Sal-
It's little incidents like this that add up to tell the story of what these toll roads cost our community, especially when improvements to competing roads are precluded either by language in the toll bonds or by back room decisions.
I have now observed what I have feared would result from adding toll roads to our transportation grid and ignoring needs of drivers who cannot afford to use these roads regularly.
I play soccer on Sundays and a new county park has opened just south and east of Manor where I have now driven twice to play. The most direct route for those of us going from SW Austin is to take Hwy 71 east, just past the airport, to 973 and take that north to Blake Manor Road, which is just south of Manor and Hwy 290. 973 basically parallels tolled Hwy 130 the entire distance.
Even on a Sunday morning, 973 is very busy. Looking over at Hwy 130, I don't think it is nearly as busy. So it seems to me drivers are choosing the free two lane country road over the mega-lane toll facility in large numbers. I suppose some of the traffic on 973 is local, but several cars I traveled along with took 973 the entire distance from Hwy 71 all the way north to Manor.
The first week I played soccer in Manor I came upon an accident on 973 on the way home and discovered one of my teammates had been rear-ended hard enough to spin her across the road, into a ditch and total her vehicle. My friend had stopped because the truck in front of her, towing a horse trailer, had stopped at a narrow bridge to let something wider pass by.
The police officers who responded to the accident said the number of accidents on 973 was escalating rapidly because the area is growing so fast. A friend of the woman who rear ended my teammate also stopped to be helpful. She said she lives near 973 and 130 and takes 130 when she goes to work at rush hour, but can't afford to take it more than that. She said she just prays to be safe when she takes 973 the rest of the time because it's crowded, people speed and pass inappropriately on it. To me this is social blight caused by toll roads. People who can't afford to take the toll road end up on unsafe back roads which have their own costs to everyone; accident rates go up, insurance rates go up and we have two classes of drivers, ones who can afford the toll and ones who pray for safety.
Beki
3/31/2008
Letter to the Muckraker
Subscribe to:
Post Comments (Atom)
4 comments:
Who could possibly afford to regularly drive on a toll road when individual incomes have flatlined, and inflation is out of control? Who is going to pay $3.20 for a gallon of gas ($60.00 and up to fill the tank) and then thousands more to regularly drive on a toll toad? Who has that kind of cash to just throw away?
Lucky for Beki that 973 is actually a road that can get her north pretty quickly, unfortunately not safely....What happens when the "Y" in Oak Hill is tolled and traffic starts building through our neighborhoods threatening our children and pets?
We tried to tell the double tax trolls this would happen. I sent numerous letters to all of the members stating this would happen. I guess it is time to start charting this and showing the trolls. I do not know how much good it will do because they do not listen to the public.
It would be interesting to request, under the "open records act", for a list of people or corporations that are "exempt" from paying tolls. I dare say that some, if not many, of the "high rollers", are cruising that thing without paying a dime. Talk about hypocrisy and discrimination.
Why would anyone think that TxDOT or any of the greedy toller scumbags give a rats ass about the safety of citizens when money goes into their back pockets?
In Texas politics, currency is thicker then blood.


▶ _Task statement_
Omitting all images, output the entries that follow exactly as written.

Source records
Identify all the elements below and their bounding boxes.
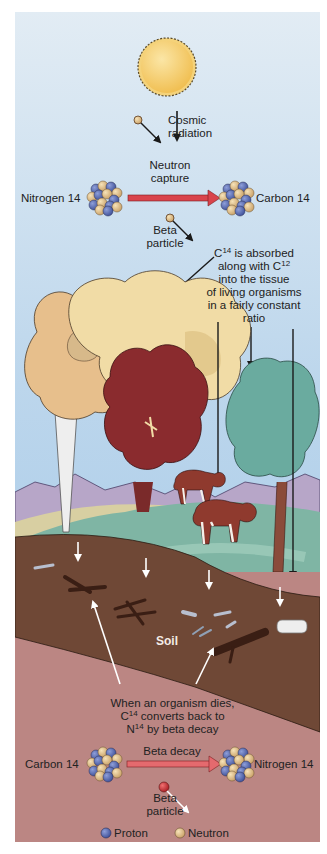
carbon-14-top-label: Carbon 14 — [256, 192, 310, 205]
beta-particle-top-label: Beta particle — [145, 224, 185, 250]
death-note: When an organism dies, C14 converts back… — [100, 697, 245, 736]
beta-particle-top-icon — [166, 214, 174, 222]
neutron-capture-label: Neutron capture — [135, 159, 205, 185]
soil-label: Soil — [156, 635, 178, 648]
nitrogen-14-bottom-label: Nitrogen 14 — [254, 758, 313, 771]
absorption-note: C14 is absorbed along with C12 into the … — [198, 247, 310, 325]
incoming-neutron-icon — [134, 116, 142, 124]
beta-decay-label: Beta decay — [133, 745, 211, 758]
nitrogen-14-top-label: Nitrogen 14 — [21, 192, 80, 205]
carbon-14-cycle-diagram: Cosmic radiation Neutron capture Nitroge… — [15, 12, 320, 842]
legend-neutron-label: Neutron — [188, 827, 229, 840]
legend-proton-label: Proton — [114, 827, 148, 840]
beta-particle-bottom-label: Beta particle — [145, 792, 185, 818]
carbon-14-bottom-label: Carbon 14 — [25, 758, 79, 771]
cosmic-radiation-label: Cosmic radiation — [168, 114, 212, 140]
beta-particle-bottom-icon — [159, 782, 169, 792]
legend-proton-icon — [101, 828, 111, 838]
sun-icon — [138, 38, 196, 96]
legend-neutron-icon — [175, 828, 185, 838]
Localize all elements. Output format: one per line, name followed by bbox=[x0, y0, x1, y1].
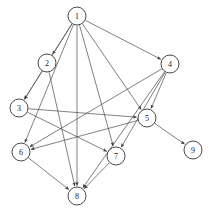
edge-5-to-9 bbox=[155, 123, 185, 144]
node-circle-8[interactable] bbox=[68, 187, 86, 205]
node-circle-6[interactable] bbox=[12, 143, 30, 161]
edge-4-to-6 bbox=[30, 69, 162, 147]
node-circle-1[interactable] bbox=[68, 7, 86, 25]
nodes-layer: 123456789 bbox=[10, 7, 202, 205]
diagram-canvas: 123456789 bbox=[0, 0, 209, 214]
node-circle-2[interactable] bbox=[38, 54, 56, 72]
graph-node-8[interactable]: 8 bbox=[68, 187, 86, 205]
edge-7-to-8 bbox=[84, 163, 109, 189]
edge-1-to-4 bbox=[85, 20, 160, 59]
edge-4-to-5 bbox=[151, 73, 166, 109]
graph-node-3[interactable]: 3 bbox=[10, 99, 28, 117]
graph-node-7[interactable]: 7 bbox=[107, 147, 125, 165]
graph-node-2[interactable]: 2 bbox=[38, 54, 56, 72]
graph-node-4[interactable]: 4 bbox=[161, 55, 179, 73]
edges-layer bbox=[25, 20, 185, 189]
edge-4-to-8 bbox=[83, 72, 164, 188]
edge-5-to-6 bbox=[31, 120, 138, 149]
node-circle-9[interactable] bbox=[184, 141, 202, 159]
edge-1-to-7 bbox=[80, 25, 114, 146]
edge-2-to-3 bbox=[25, 71, 42, 99]
node-circle-4[interactable] bbox=[161, 55, 179, 73]
edge-6-to-8 bbox=[28, 158, 68, 190]
graph-node-9[interactable]: 9 bbox=[184, 141, 202, 159]
graph-node-6[interactable]: 6 bbox=[12, 143, 30, 161]
node-circle-3[interactable] bbox=[10, 99, 28, 117]
graph-node-1[interactable]: 1 bbox=[68, 7, 86, 25]
edge-1-to-6 bbox=[25, 25, 73, 143]
node-circle-5[interactable] bbox=[138, 109, 156, 127]
directed-graph: 123456789 bbox=[0, 0, 209, 214]
node-circle-7[interactable] bbox=[107, 147, 125, 165]
graph-node-5[interactable]: 5 bbox=[138, 109, 156, 127]
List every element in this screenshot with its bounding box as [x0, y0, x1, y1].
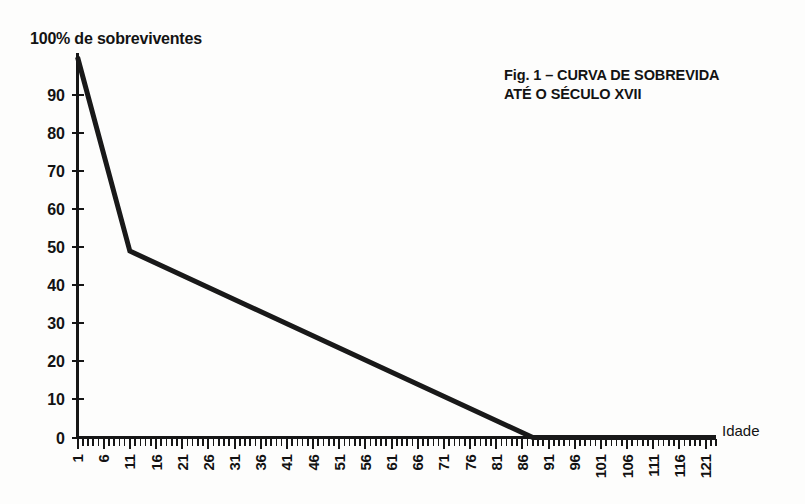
x-tick-label-1: 1 — [69, 454, 86, 462]
y-tick-label-60: 60 — [47, 201, 65, 218]
y-tick-label-0: 0 — [56, 430, 65, 447]
figure-container: 100% de sobreviventes Fig. 1 – CURVA DE … — [0, 0, 805, 504]
y-tick-label-10: 10 — [47, 391, 65, 408]
x-tick-label-116: 116 — [671, 454, 688, 477]
y-tick-label-40: 40 — [47, 277, 65, 294]
y-axis-label-group: 0102030405060708090 — [47, 87, 65, 446]
x-tick-label-121: 121 — [697, 454, 714, 478]
y-tick-label-80: 80 — [47, 125, 65, 142]
y-tick-label-30: 30 — [47, 315, 65, 332]
y-tick-label-20: 20 — [47, 353, 65, 370]
x-tick-label-26: 26 — [200, 454, 217, 470]
x-tick-label-71: 71 — [435, 454, 452, 470]
x-tick-label-66: 66 — [409, 454, 426, 470]
x-tick-label-41: 41 — [278, 454, 295, 470]
y-tick-label-50: 50 — [47, 239, 65, 256]
x-tick-label-91: 91 — [540, 454, 557, 470]
x-tick-label-76: 76 — [462, 454, 479, 470]
x-tick-label-6: 6 — [95, 454, 112, 462]
y-tick-label-90: 90 — [47, 87, 65, 104]
x-tick-label-11: 11 — [121, 454, 138, 469]
x-tick-label-51: 51 — [331, 454, 348, 470]
x-tick-label-21: 21 — [174, 454, 191, 470]
x-tick-label-36: 36 — [252, 454, 269, 470]
x-tick-label-106: 106 — [619, 454, 636, 478]
x-tick-label-56: 56 — [357, 454, 374, 470]
x-tick-label-16: 16 — [148, 454, 165, 470]
x-tick-label-96: 96 — [566, 454, 583, 470]
x-tick-label-86: 86 — [514, 454, 531, 470]
y-tick-label-70: 70 — [47, 163, 65, 180]
x-tick-label-46: 46 — [305, 454, 322, 470]
x-tick-label-111: 111 — [645, 454, 662, 476]
x-tick-label-31: 31 — [226, 454, 243, 470]
survival-curve-line — [78, 57, 717, 438]
x-tick-label-61: 61 — [383, 454, 400, 470]
x-tick-label-81: 81 — [488, 454, 505, 470]
survival-curve-plot: 0102030405060708090 16111621263136414651… — [0, 0, 805, 504]
x-axis-label-group: 1611162126313641465156616671768186919610… — [69, 454, 714, 478]
x-tick-label-101: 101 — [592, 454, 609, 478]
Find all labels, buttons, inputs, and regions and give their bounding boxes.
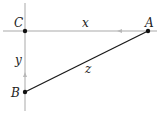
- triangle-diagram: C A B x y z: [0, 0, 159, 124]
- label-z: z: [84, 62, 92, 76]
- label-y: y: [14, 53, 22, 67]
- arrow-left-icon: [117, 29, 122, 33]
- label-c: C: [14, 16, 23, 30]
- label-b: B: [10, 86, 20, 100]
- label-a: A: [144, 16, 154, 30]
- label-x: x: [82, 16, 89, 30]
- point-c: [23, 29, 27, 33]
- arrow-up-icon: [23, 72, 27, 77]
- point-b: [23, 90, 27, 94]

▶ _Your response_
Identify all the elements below and their bounding boxes.
carbon-14-top-label: Carbon 14 — [256, 192, 310, 205]
beta-particle-top-label: Beta particle — [145, 224, 185, 250]
death-note: When an organism dies, C14 converts back… — [100, 697, 245, 736]
beta-particle-top-icon — [166, 214, 174, 222]
neutron-capture-label: Neutron capture — [135, 159, 205, 185]
soil-label: Soil — [156, 635, 178, 648]
nitrogen-14-bottom-label: Nitrogen 14 — [254, 758, 313, 771]
absorption-note: C14 is absorbed along with C12 into the … — [198, 247, 310, 325]
incoming-neutron-icon — [134, 116, 142, 124]
beta-decay-label: Beta decay — [133, 745, 211, 758]
nitrogen-14-top-label: Nitrogen 14 — [21, 192, 80, 205]
carbon-14-cycle-diagram: Cosmic radiation Neutron capture Nitroge… — [15, 12, 320, 842]
legend-neutron-label: Neutron — [188, 827, 229, 840]
legend-proton-label: Proton — [114, 827, 148, 840]
beta-particle-bottom-label: Beta particle — [145, 792, 185, 818]
carbon-14-bottom-label: Carbon 14 — [25, 758, 79, 771]
cosmic-radiation-label: Cosmic radiation — [168, 114, 212, 140]
beta-particle-bottom-icon — [159, 782, 169, 792]
legend-proton-icon — [101, 828, 111, 838]
sun-icon — [138, 38, 196, 96]
legend-neutron-icon — [175, 828, 185, 838]
Localize all elements. Output format: one per line, name followed by bbox=[x0, y0, x1, y1].
edge-5-to-9 bbox=[155, 123, 185, 144]
node-circle-8[interactable] bbox=[68, 187, 86, 205]
node-circle-6[interactable] bbox=[12, 143, 30, 161]
edge-4-to-6 bbox=[30, 69, 162, 147]
node-circle-1[interactable] bbox=[68, 7, 86, 25]
nodes-layer: 123456789 bbox=[10, 7, 202, 205]
diagram-canvas: 123456789 bbox=[0, 0, 209, 214]
node-circle-2[interactable] bbox=[38, 54, 56, 72]
graph-node-8[interactable]: 8 bbox=[68, 187, 86, 205]
edge-7-to-8 bbox=[84, 163, 109, 189]
edge-1-to-4 bbox=[85, 20, 160, 59]
edge-4-to-5 bbox=[151, 73, 166, 109]
graph-node-3[interactable]: 3 bbox=[10, 99, 28, 117]
graph-node-7[interactable]: 7 bbox=[107, 147, 125, 165]
graph-node-2[interactable]: 2 bbox=[38, 54, 56, 72]
graph-node-4[interactable]: 4 bbox=[161, 55, 179, 73]
edges-layer bbox=[25, 20, 185, 189]
edge-4-to-8 bbox=[83, 72, 164, 188]
edge-5-to-6 bbox=[31, 120, 138, 149]
node-circle-9[interactable] bbox=[184, 141, 202, 159]
edge-1-to-7 bbox=[80, 25, 114, 146]
edge-2-to-3 bbox=[25, 71, 42, 99]
node-circle-4[interactable] bbox=[161, 55, 179, 73]
edge-6-to-8 bbox=[28, 158, 68, 190]
graph-node-9[interactable]: 9 bbox=[184, 141, 202, 159]
graph-node-6[interactable]: 6 bbox=[12, 143, 30, 161]
node-circle-3[interactable] bbox=[10, 99, 28, 117]
graph-node-1[interactable]: 1 bbox=[68, 7, 86, 25]
edge-1-to-6 bbox=[25, 25, 73, 143]
node-circle-5[interactable] bbox=[138, 109, 156, 127]
directed-graph: 123456789 bbox=[0, 0, 209, 214]
node-circle-7[interactable] bbox=[107, 147, 125, 165]
graph-node-5[interactable]: 5 bbox=[138, 109, 156, 127]
List every element in this screenshot with its bounding box as [x0, y0, x1, y1].
x-tick-label-1: 1 — [69, 454, 86, 462]
y-tick-label-60: 60 — [47, 201, 65, 218]
y-tick-label-0: 0 — [56, 430, 65, 447]
figure-container: 100% de sobreviventes Fig. 1 – CURVA DE … — [0, 0, 805, 504]
y-tick-label-10: 10 — [47, 391, 65, 408]
x-tick-label-116: 116 — [671, 454, 688, 477]
y-tick-label-40: 40 — [47, 277, 65, 294]
y-axis-label-group: 0102030405060708090 — [47, 87, 65, 446]
x-tick-label-121: 121 — [697, 454, 714, 478]
y-tick-label-80: 80 — [47, 125, 65, 142]
y-tick-label-30: 30 — [47, 315, 65, 332]
y-tick-label-20: 20 — [47, 353, 65, 370]
x-tick-label-26: 26 — [200, 454, 217, 470]
x-tick-label-71: 71 — [435, 454, 452, 470]
x-tick-label-66: 66 — [409, 454, 426, 470]
x-tick-label-41: 41 — [278, 454, 295, 470]
y-tick-label-50: 50 — [47, 239, 65, 256]
x-tick-label-91: 91 — [540, 454, 557, 470]
x-tick-label-76: 76 — [462, 454, 479, 470]
x-tick-label-6: 6 — [95, 454, 112, 462]
y-tick-label-90: 90 — [47, 87, 65, 104]
x-tick-label-11: 11 — [121, 454, 138, 469]
x-tick-label-51: 51 — [331, 454, 348, 470]
x-tick-label-21: 21 — [174, 454, 191, 470]
x-tick-label-36: 36 — [252, 454, 269, 470]
x-tick-label-106: 106 — [619, 454, 636, 478]
x-tick-label-56: 56 — [357, 454, 374, 470]
x-tick-label-16: 16 — [148, 454, 165, 470]
x-tick-label-96: 96 — [566, 454, 583, 470]
x-tick-label-86: 86 — [514, 454, 531, 470]
y-tick-label-70: 70 — [47, 163, 65, 180]
x-tick-label-46: 46 — [305, 454, 322, 470]
x-tick-label-111: 111 — [645, 454, 662, 476]
x-tick-label-31: 31 — [226, 454, 243, 470]
survival-curve-line — [78, 57, 717, 438]
x-tick-label-61: 61 — [383, 454, 400, 470]
x-tick-label-81: 81 — [488, 454, 505, 470]
survival-curve-plot: 0102030405060708090 16111621263136414651… — [0, 0, 805, 504]
x-axis-label-group: 1611162126313641465156616671768186919610… — [69, 454, 714, 478]
x-tick-label-101: 101 — [592, 454, 609, 478]
Find all labels, buttons, inputs, and regions and give their bounding boxes.
- triangle-diagram: C A B x y z: [0, 0, 159, 124]
- label-z: z: [84, 62, 92, 76]
- label-y: y: [14, 53, 22, 67]
- arrow-left-icon: [117, 29, 122, 33]
- label-c: C: [14, 16, 23, 30]
- label-b: B: [10, 86, 20, 100]
- label-a: A: [144, 16, 154, 30]
- label-x: x: [82, 16, 89, 30]
- point-c: [23, 29, 27, 33]
- arrow-up-icon: [23, 72, 27, 77]
- point-b: [23, 90, 27, 94]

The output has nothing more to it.